I had a check, but OpenSWAN doesn't seem to do this (at least with netkey) - I don't see any additional routing tables. Given the time I've spent so far with OpenSWAN I'll give the script route a go, then investigate StrongSWAN later. From looking at the website it looks much better documented - I had to buy the OpenSWAN book before I could work out what was going on. Iain On 11 November 2013 15:45, Apollon Oikonomopoulos <apollon@skroutz.gr>wrote:
Hi Iain,
On 13:27 Mon 11 Nov , Iain wrote:
Hi Eliezer,
“ip addr” gives just the local addresses (it doesn’t include anything OpenSWAN related) - e.g.
1: lo: <LOOPBACK,UP,LOWER_UP> mtu 65536 qdisc noqueue state UNKNOWN link/loopback 00:00:00:00:00:00 brd 00:00:00:00:00:00 inet 127.0.0.1/8 scope host lo valid_lft forever preferred_lft forever inet6 ::1/128 scope host valid_lft forever preferred_lft forever 2: dummy0: <BROADCAST,NOARP> mtu 1500 qdisc noop state DOWN link/ether 46:36:d3:05:b9:9a brd ff:ff:ff:ff:ff:ff 3: eth0: <BROADCAST,MULTICAST,UP,LOWER_UP> mtu 1500 qdisc pfifo_fast state UP qlen 1000 …
“ip route” gives just the default route, plus one per interface (again, nothing OpenSWAN related):
I don't know about OpenSWAN, but StrongSWAN places the VPN routes in a different routing table (220 by default). You can guess this is happening by having a look at the relevant rules (`ip rule list'). If this is the case with OpenSWAN as well, you can just create an additional kernel protocol in BIRD and learn the routes from that special routing table.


» Problem to solve: Reproduce the entries below character for character.

Dataset excerpts
....

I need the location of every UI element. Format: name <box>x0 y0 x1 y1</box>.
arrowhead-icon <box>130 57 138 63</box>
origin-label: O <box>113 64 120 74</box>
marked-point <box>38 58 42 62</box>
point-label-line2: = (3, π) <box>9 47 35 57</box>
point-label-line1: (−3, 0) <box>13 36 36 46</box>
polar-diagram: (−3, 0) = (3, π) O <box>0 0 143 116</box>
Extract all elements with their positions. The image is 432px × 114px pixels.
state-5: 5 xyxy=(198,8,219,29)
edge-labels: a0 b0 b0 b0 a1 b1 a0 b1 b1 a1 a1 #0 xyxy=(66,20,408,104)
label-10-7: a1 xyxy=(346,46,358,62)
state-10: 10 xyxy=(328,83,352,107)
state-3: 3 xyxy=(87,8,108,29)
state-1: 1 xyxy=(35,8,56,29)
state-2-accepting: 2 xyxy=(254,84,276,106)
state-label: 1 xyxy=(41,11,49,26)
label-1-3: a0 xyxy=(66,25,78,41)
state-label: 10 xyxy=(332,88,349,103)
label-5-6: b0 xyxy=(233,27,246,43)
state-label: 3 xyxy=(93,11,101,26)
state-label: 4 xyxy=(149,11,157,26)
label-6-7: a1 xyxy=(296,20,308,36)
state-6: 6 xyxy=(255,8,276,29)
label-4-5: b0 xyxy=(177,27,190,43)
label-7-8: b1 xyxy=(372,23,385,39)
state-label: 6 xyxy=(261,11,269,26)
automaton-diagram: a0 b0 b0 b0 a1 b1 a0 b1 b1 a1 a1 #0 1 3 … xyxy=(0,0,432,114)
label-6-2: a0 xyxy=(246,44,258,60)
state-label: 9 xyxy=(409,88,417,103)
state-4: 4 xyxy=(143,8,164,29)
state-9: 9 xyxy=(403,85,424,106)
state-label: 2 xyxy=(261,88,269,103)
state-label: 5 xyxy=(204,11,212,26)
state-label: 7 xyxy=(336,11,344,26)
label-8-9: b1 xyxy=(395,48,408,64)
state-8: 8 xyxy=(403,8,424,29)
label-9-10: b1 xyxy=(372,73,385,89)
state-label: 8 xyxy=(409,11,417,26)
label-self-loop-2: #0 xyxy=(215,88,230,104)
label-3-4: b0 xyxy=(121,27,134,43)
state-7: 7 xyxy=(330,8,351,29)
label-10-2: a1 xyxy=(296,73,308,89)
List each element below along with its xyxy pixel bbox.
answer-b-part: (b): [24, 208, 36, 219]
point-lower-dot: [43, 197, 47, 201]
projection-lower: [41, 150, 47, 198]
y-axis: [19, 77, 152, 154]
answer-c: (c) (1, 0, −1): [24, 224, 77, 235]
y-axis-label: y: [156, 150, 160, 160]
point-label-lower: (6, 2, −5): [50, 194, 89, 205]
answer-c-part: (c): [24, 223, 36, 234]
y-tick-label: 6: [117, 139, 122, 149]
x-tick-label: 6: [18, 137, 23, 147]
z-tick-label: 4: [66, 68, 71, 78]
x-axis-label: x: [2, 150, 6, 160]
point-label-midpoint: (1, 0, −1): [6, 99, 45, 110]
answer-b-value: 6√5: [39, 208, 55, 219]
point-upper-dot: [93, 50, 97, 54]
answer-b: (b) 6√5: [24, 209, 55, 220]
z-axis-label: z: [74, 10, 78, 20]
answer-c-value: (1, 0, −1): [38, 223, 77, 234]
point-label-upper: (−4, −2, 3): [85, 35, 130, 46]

....

» Solution:
I need the location of every UI element. Format: name <box>x0 y0 x1 y1</box>.
arrowhead-icon <box>130 57 138 63</box>
origin-label: O <box>113 64 120 74</box>
marked-point <box>38 58 42 62</box>
point-label-line2: = (3, π) <box>9 47 35 57</box>
point-label-line1: (−3, 0) <box>13 36 36 46</box>
polar-diagram: (−3, 0) = (3, π) O <box>0 0 143 116</box>
Extract all elements with their positions. The image is 432px × 114px pixels.
state-5: 5 xyxy=(198,8,219,29)
edge-labels: a0 b0 b0 b0 a1 b1 a0 b1 b1 a1 a1 #0 xyxy=(66,20,408,104)
label-10-7: a1 xyxy=(346,46,358,62)
state-10: 10 xyxy=(328,83,352,107)
state-3: 3 xyxy=(87,8,108,29)
state-1: 1 xyxy=(35,8,56,29)
state-2-accepting: 2 xyxy=(254,84,276,106)
state-label: 1 xyxy=(41,11,49,26)
label-1-3: a0 xyxy=(66,25,78,41)
state-label: 10 xyxy=(332,88,349,103)
label-5-6: b0 xyxy=(233,27,246,43)
state-label: 3 xyxy=(93,11,101,26)
state-label: 4 xyxy=(149,11,157,26)
label-6-7: a1 xyxy=(296,20,308,36)
state-6: 6 xyxy=(255,8,276,29)
label-4-5: b0 xyxy=(177,27,190,43)
label-7-8: b1 xyxy=(372,23,385,39)
state-label: 6 xyxy=(261,11,269,26)
automaton-diagram: a0 b0 b0 b0 a1 b1 a0 b1 b1 a1 a1 #0 1 3 … xyxy=(0,0,432,114)
label-6-2: a0 xyxy=(246,44,258,60)
state-label: 9 xyxy=(409,88,417,103)
state-4: 4 xyxy=(143,8,164,29)
state-9: 9 xyxy=(403,85,424,106)
state-label: 2 xyxy=(261,88,269,103)
state-label: 5 xyxy=(204,11,212,26)
state-label: 7 xyxy=(336,11,344,26)
label-8-9: b1 xyxy=(395,48,408,64)
state-8: 8 xyxy=(403,8,424,29)
label-9-10: b1 xyxy=(372,73,385,89)
state-label: 8 xyxy=(409,11,417,26)
label-self-loop-2: #0 xyxy=(215,88,230,104)
label-3-4: b0 xyxy=(121,27,134,43)
state-7: 7 xyxy=(330,8,351,29)
label-10-2: a1 xyxy=(296,73,308,89)
List each element below along with its xyxy pixel bbox.
answer-b-part: (b): [24, 208, 36, 219]
point-lower-dot: [43, 197, 47, 201]
projection-lower: [41, 150, 47, 198]
y-axis: [19, 77, 152, 154]
answer-c: (c) (1, 0, −1): [24, 224, 77, 235]
y-axis-label: y: [156, 150, 160, 160]
point-label-lower: (6, 2, −5): [50, 194, 89, 205]
answer-c-part: (c): [24, 223, 36, 234]
y-tick-label: 6: [117, 139, 122, 149]
x-tick-label: 6: [18, 137, 23, 147]
z-tick-label: 4: [66, 68, 71, 78]
x-axis-label: x: [2, 150, 6, 160]
point-label-midpoint: (1, 0, −1): [6, 99, 45, 110]
answer-b-value: 6√5: [39, 208, 55, 219]
point-upper-dot: [93, 50, 97, 54]
answer-b: (b) 6√5: [24, 209, 55, 220]
z-axis-label: z: [74, 10, 78, 20]
answer-c-value: (1, 0, −1): [38, 223, 77, 234]
point-label-upper: (−4, −2, 3): [85, 35, 130, 46]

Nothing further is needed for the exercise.